Houston Chronicle

Developer: Harvey’s rules drive up costs

- By Nancy Sarnoff

New regulation­s on how developers put up homes, shopping centers and apartments will make it more expensive to build in Houston, which is already seeing higher costs amid a constructi­on labor shortage and rising land prices, apartment developer Ric Campo said Friday.

“The cost side of the equation is being driven up by new Harvey regulation­s,” the CEO of Houston’s Camden Property Trust said in an earnings call with investors.

Some of the possible regulatory changes have people in his industry concerned, Campo said, citing the city’s proposal to require builders to put structures two feet above the flood level in a 500-year floodplain.

Developers should be required to raise buildings if they want to build in places likely to flood, said David Crossley, founder of regional research institute Houston Tomorrow, said.

“If you have a 500-year floodplain and if three years it’s flooded, you just have to stop building in that place,” Crossley said. “I don’t see there’s any choice.”

With less land to build on,

prices will, indeed, get higher and developers will build more multifamil­y projects, Crossley said. “That’s what cities do,” he added. “There’s nothing new to that.”

In the short term, Camden — and other local landlords — have benefited from the storm as thousands of displaced Houstonian­s are now renting apartments. Camden’s local portfolio is now 97 percent occupied.

Renters who signed leases after Harvey will likely need apartments longer as their homes take longer to repair than expected.

The apartment developer, which owns interests in and operates 156 properties across the country, started constructi­on in the fourth quarter on a $132 million, 271-unit building in downtown Houston.

Company-wide, apartment occupancy was 95.7 percent during the fourth quarter, up from 94.8 percent a year earlier.

Camden this week reported fourth-quarter property revenue of $229.8 million, up from $217 million a year earlier.

Funds from operations, a widely used financial measure of real estate investment trusts, was $114.5 million, up from $105.5 million.

Camden, which rates its markets with a letter grade, gave Houston a B, up from a D last year when the market was glutted and oil prices were down. The company cited strong job growth projected for 2018 and fewer new units coming online over the next two years.

“The good news for Houston is in 2018 we’ll only see 7,000 apartments delivered,” Camden president Keith Oden, comparing that to the some 20,000 new units delivered in each of the last three years.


Take the entries that follow and return only the lines from the one with "Search the screen for person." through the final line, leaving every picture behind.

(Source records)
-.-.-
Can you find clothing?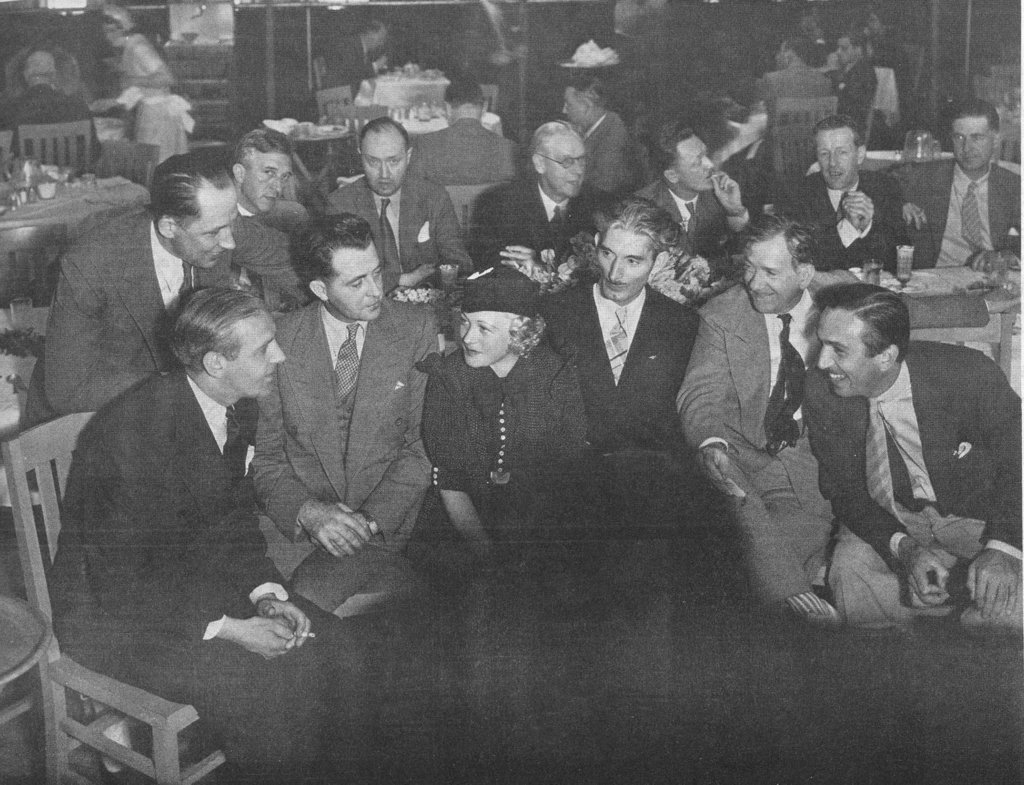
Yes, bounding box: bbox=[30, 82, 102, 160].
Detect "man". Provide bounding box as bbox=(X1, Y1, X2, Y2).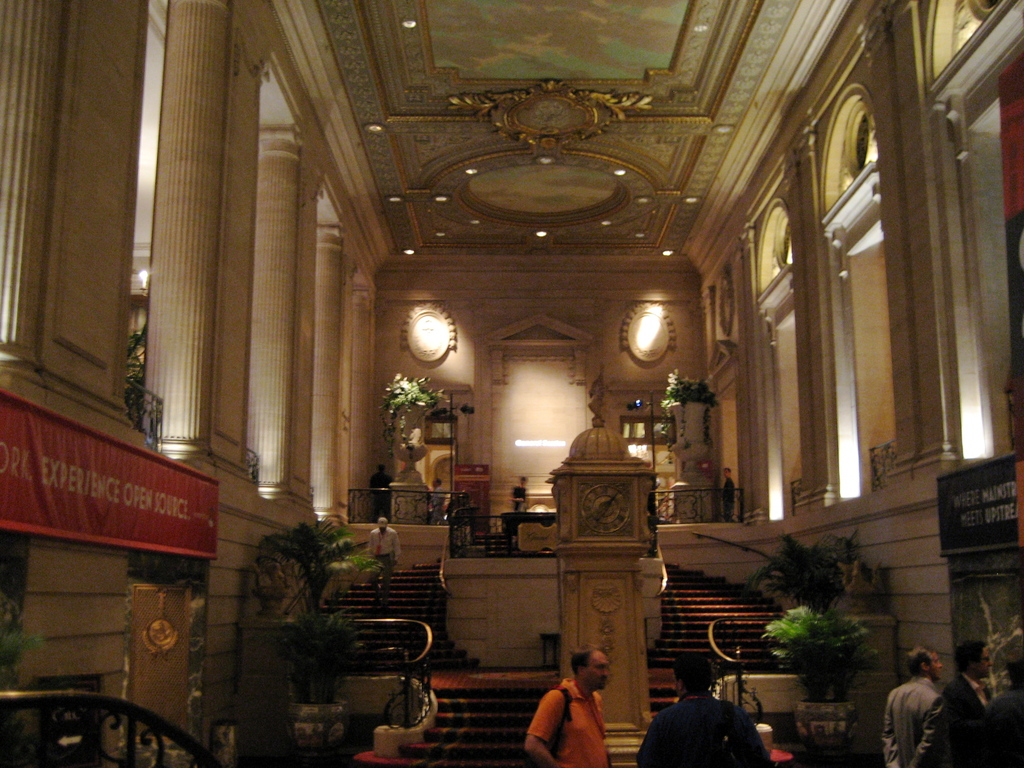
bbox=(975, 657, 1020, 767).
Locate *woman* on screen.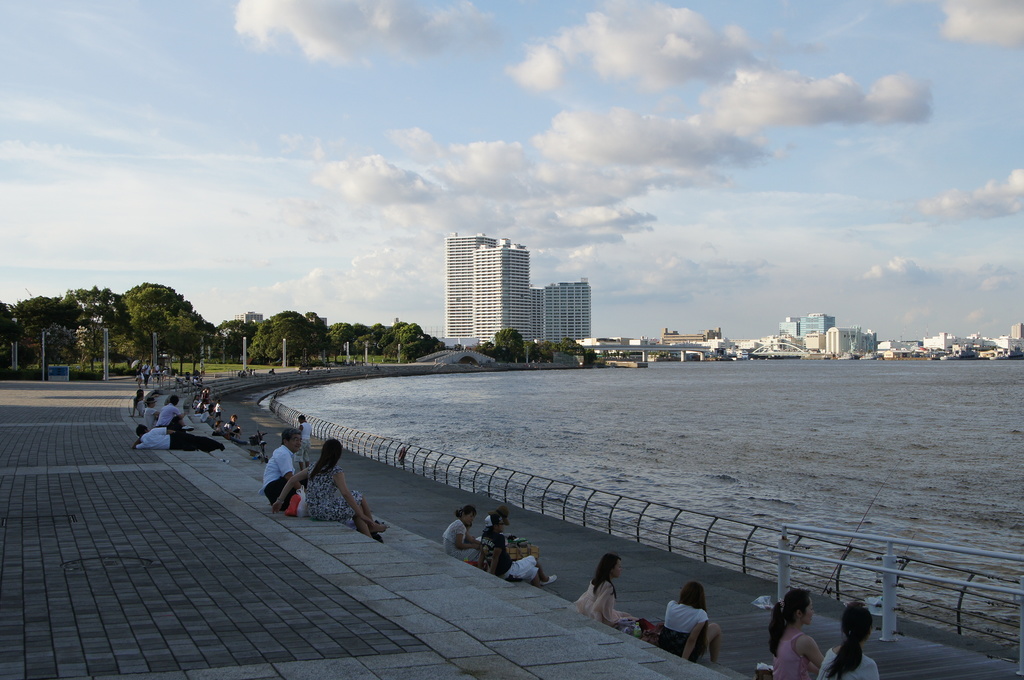
On screen at crop(779, 594, 847, 675).
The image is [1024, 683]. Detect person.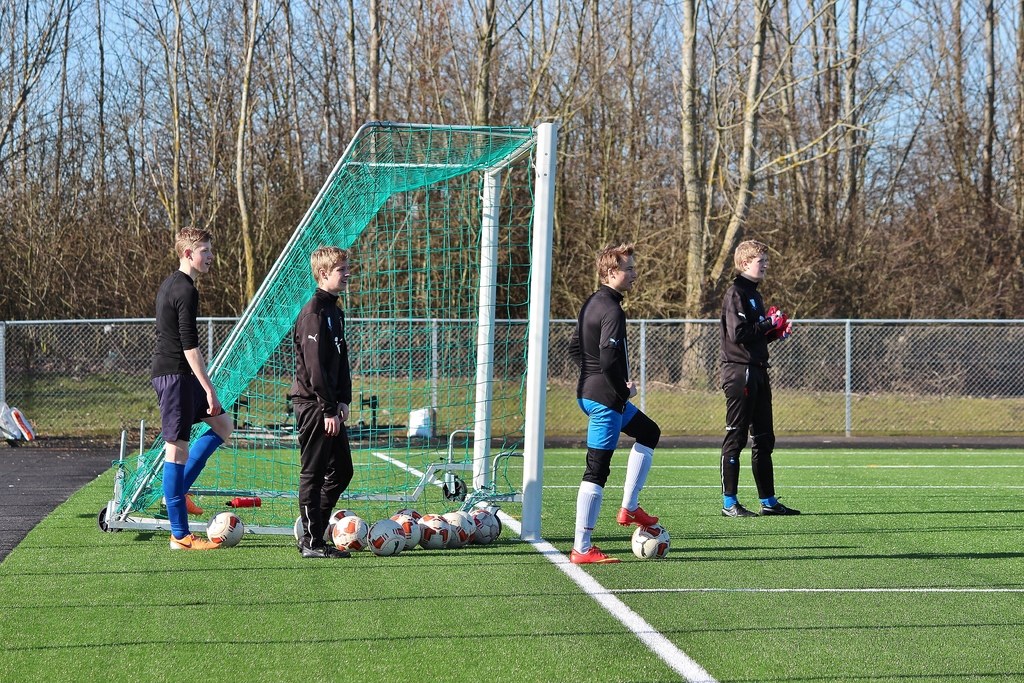
Detection: region(717, 243, 801, 533).
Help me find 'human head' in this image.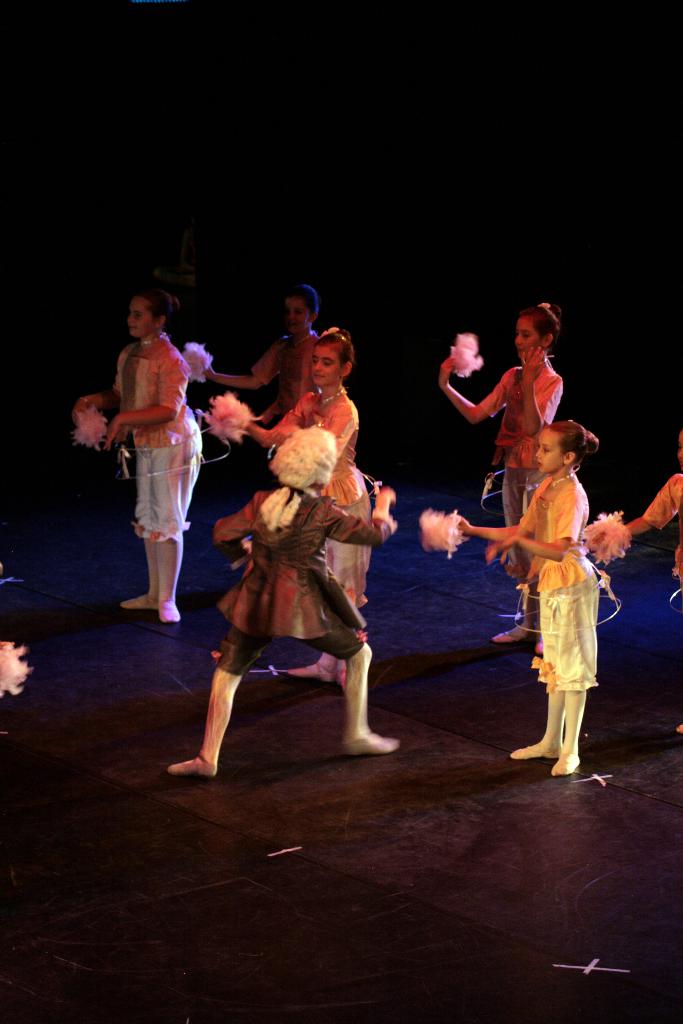
Found it: bbox=[120, 287, 173, 335].
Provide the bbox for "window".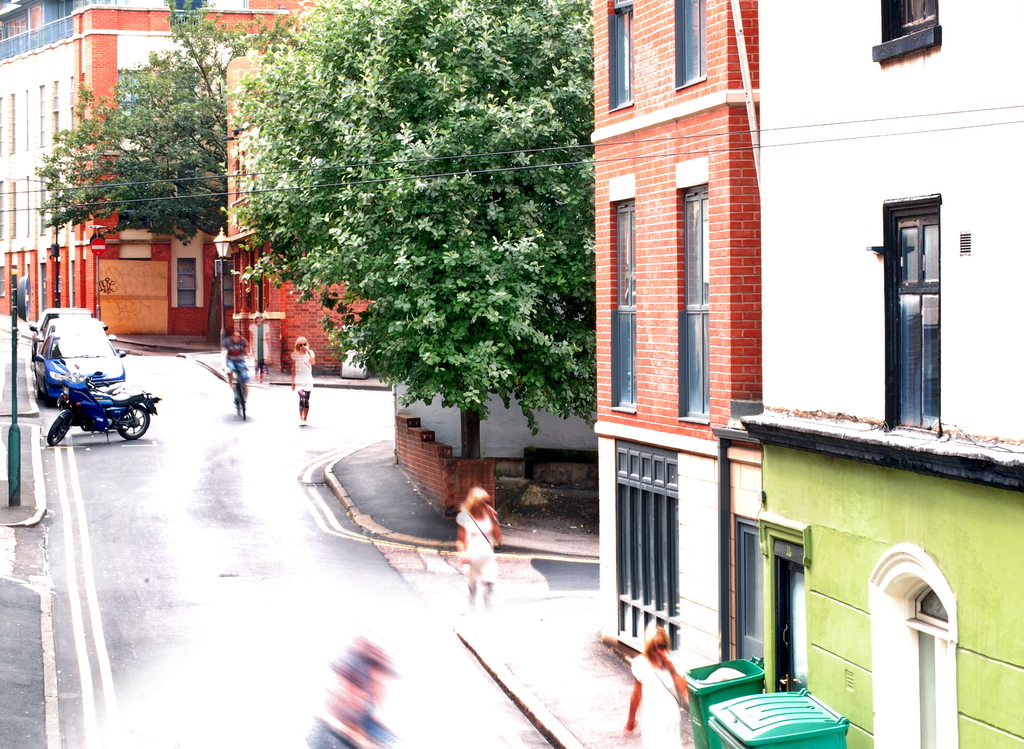
(177,256,196,307).
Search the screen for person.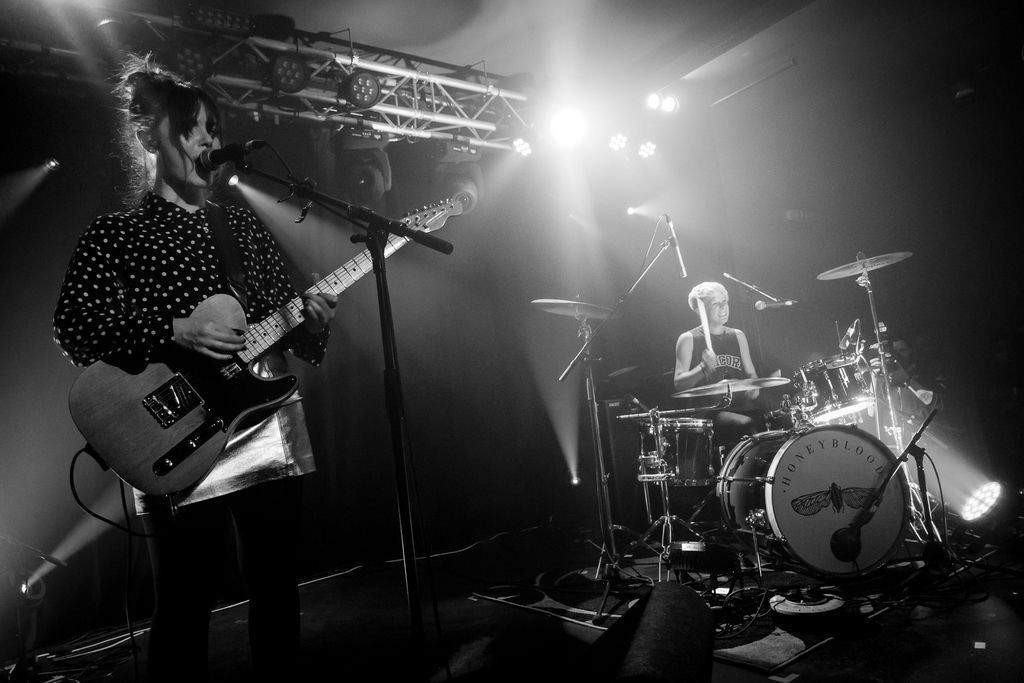
Found at (x1=671, y1=278, x2=760, y2=482).
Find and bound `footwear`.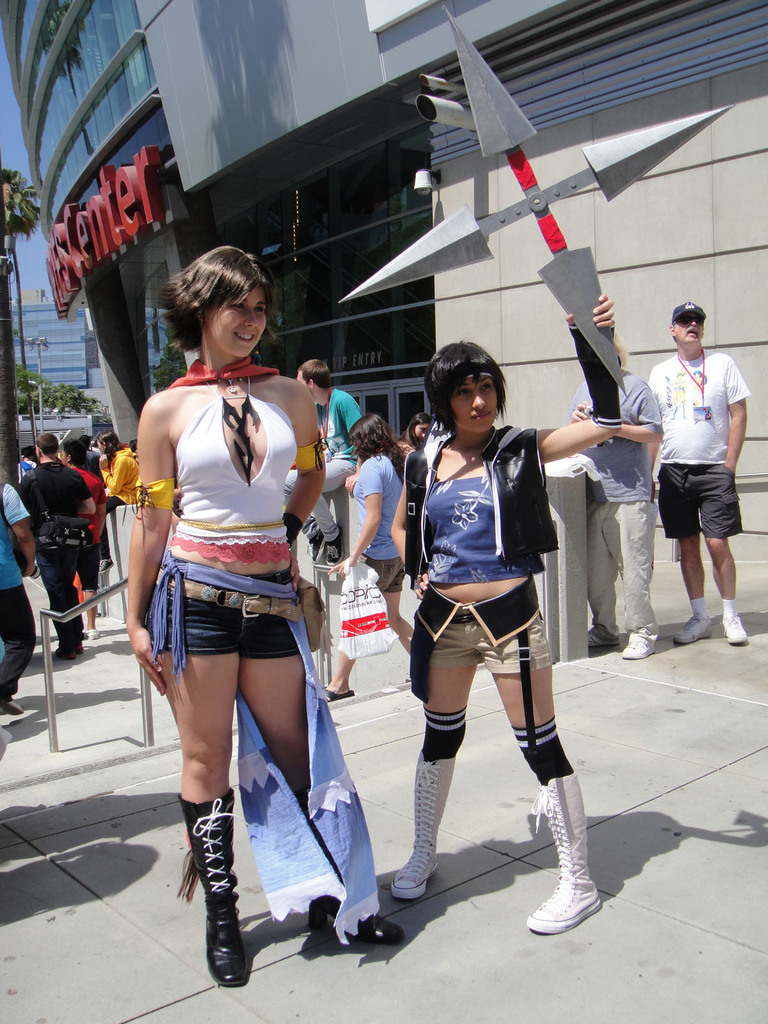
Bound: (left=88, top=625, right=100, bottom=639).
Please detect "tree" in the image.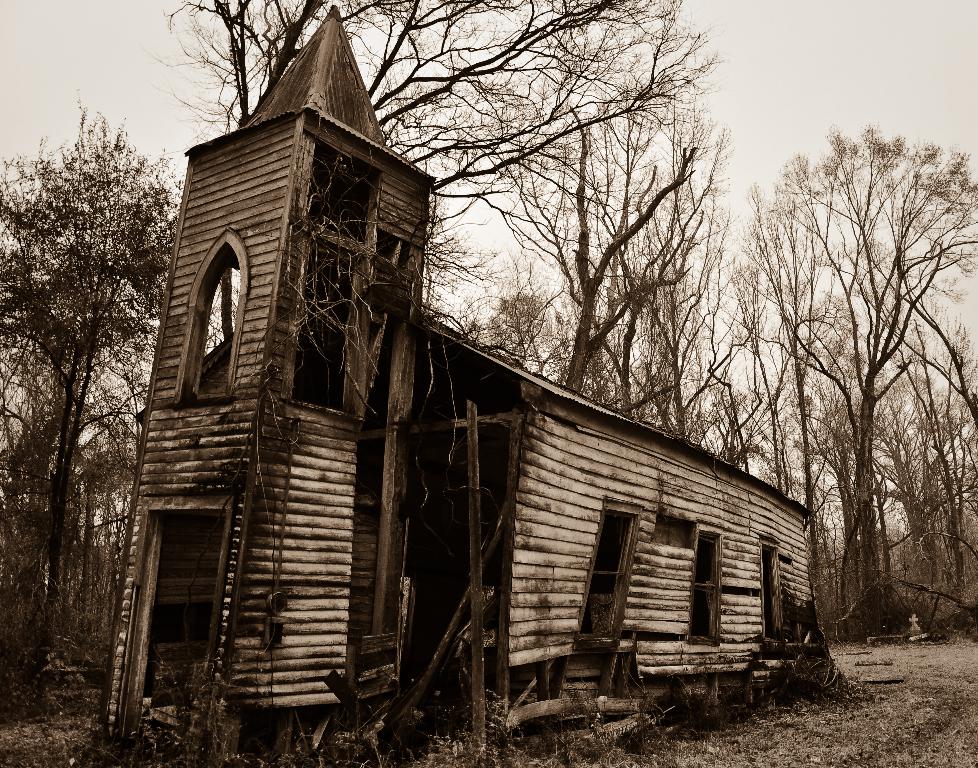
BBox(0, 93, 182, 666).
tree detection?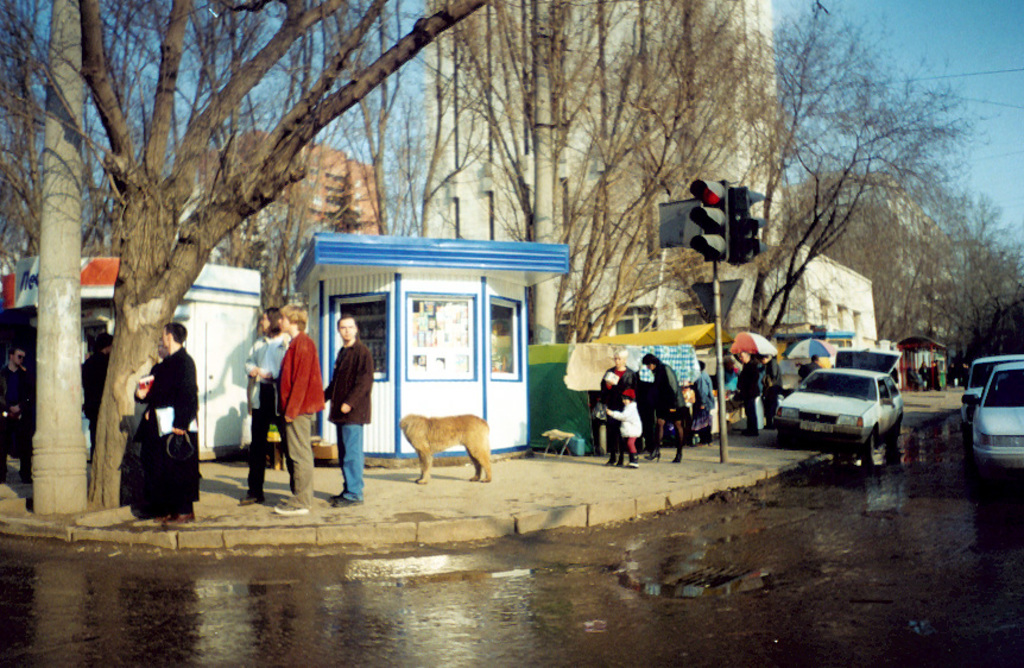
758,59,981,339
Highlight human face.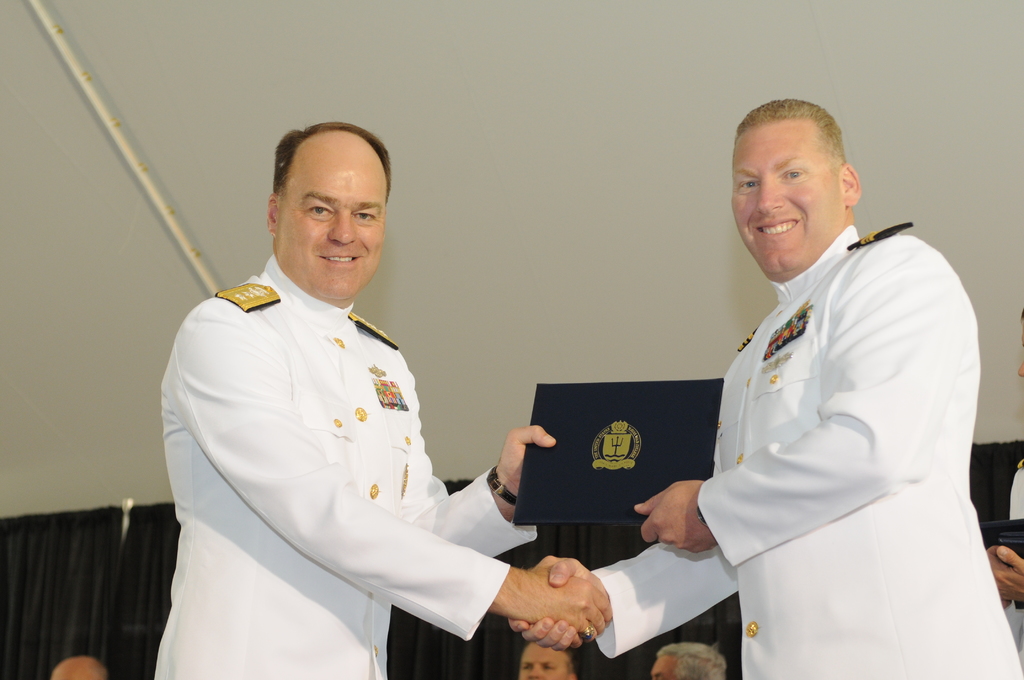
Highlighted region: bbox=(517, 644, 566, 679).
-.-.-
* **Result**:
Search the screen for person.
Found at (x1=671, y1=278, x2=760, y2=482).
Find and bound `footwear`.
Bound: (left=88, top=625, right=100, bottom=639).
Please detect "tree" in the image.
BBox(0, 93, 182, 666).
tree detection?
758,59,981,339
Highlight human face.
Highlighted region: bbox=(517, 644, 566, 679).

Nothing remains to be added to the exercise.